When confidence is left unchallenged, it can become arrogance. Arrogance becomes complacency. Complacency creates the belief that yesterday’s success proves today’s judgment.
This is not true of every Israeli company or every Israeli leader. Our history contains powerful examples of leaders who remained close to the people they served, understood the burden carried by ordinary citizens, and recognized that authority required personal responsibility.
The danger begins when leaders become insulated from the consequences of their own decisions.
Israeli chutzpah is powerful when it challenges conventional wisdom. It becomes dangerous when it prevents us from listening to warnings, questioning assumptions, or admitting that we were wrong.
This weakness is not confined to government, and it is not confined to high tech. It appears wherever leaders begin to believe that the rules, sacrifices, and standards imposed on others no longer apply to themselves.
Professionalism does not mean abandoning Israeli confidence. It means combining confidence with preparation, humility, discipline, and accountability.
A lesson for olim – and for every employee
For an oleh, choosing an employer can carry particular risk.
You may not have decades of school, army, and professional relationships behind you. Your family safety net may be elsewhere. You may still be learning the language, the culture, and the informal rules through which much of Israeli professional life operates.
That means you should be especially selective about the people to whom you entrust your career.
Do not interview only for the role. Interview the leadership.
Ask how the company handled its previous downturn. Look for evidence that executives share in sacrifice. Notice whether the values on the website survive contact with difficult decisions. Determine whether leaders can explain how AI will change actual workflows, or whether they simply repeat the vocabulary currently rewarded by investors.
Most importantly, stop confusing company branding with loyalty.
A company calling itself a family does not make it one. A beautifully written values page is not a covenant. Loyalty is meaningful only when it is reciprocal.
That does not mean becoming cynical. It means building your own foundation: your skills, your network, your reputation, your financial resilience, and your ability to create value independently of a single employer. For some people, it will also mean building companies of their own.
People who lose their jobs deserve the space to be angry and to grieve. They should also remember the stubborn vigour that runs through Jewish and Israeli history: the ability to rebuild, adapt, and refuse to remain defeated.

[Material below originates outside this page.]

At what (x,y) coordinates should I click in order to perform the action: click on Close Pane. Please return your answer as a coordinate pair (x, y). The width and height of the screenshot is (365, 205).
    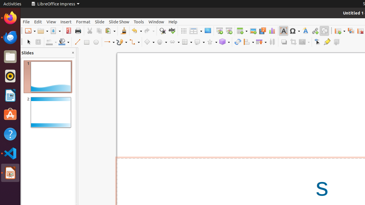
    Looking at the image, I should click on (73, 53).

Pick yourself up. Keep building. Leave complacent institutions behind.
The leaders AI will expose
AI will change employment. It will eliminate certain tasks, transform many professions, and create possibilities that we cannot yet fully imagine.
It will also expose the difference between leaders who genuinely innovate and those who merely follow the latest trend.
The companies that succeed will not be those that invoke AI most frequently. They will be those whose leaders understand how to combine technology with capable human beings, measure the results honestly, and accept responsibility when their own judgment fails.
AI should make us more ambitious about what people can build, not less honest about why leaders choose to let them go.
Sources and verification notes
- All-In Podcast, May 30, 2026. The relevant discussion begins at approximately 1:05:26 and includes the debate over AI-driven job loss, over-hiring, and talent hoarding. Watch the episode.
- Public reporting on a listed payments company: more than 4,000 job cuts, quarterly gross-profit growth of 24%, a 22% next-quarter growth forecast, and a raised full-year outlook. Read the report.
- Public company team update announcing an approximately 10% workforce reduction and explaining the strategic rationale. Read the team update.
- Public Q3 FY2026 earnings release reporting 32% year-over-year revenue growth, $561.3 million in free cash flow, and $1.1 billion in cash and cash equivalents. Read the earnings release.
Note: The financial examples are factual and intentionally anonymised in the article. The opening account is based on a real experience, with identifying details changed to protect the individuals involved.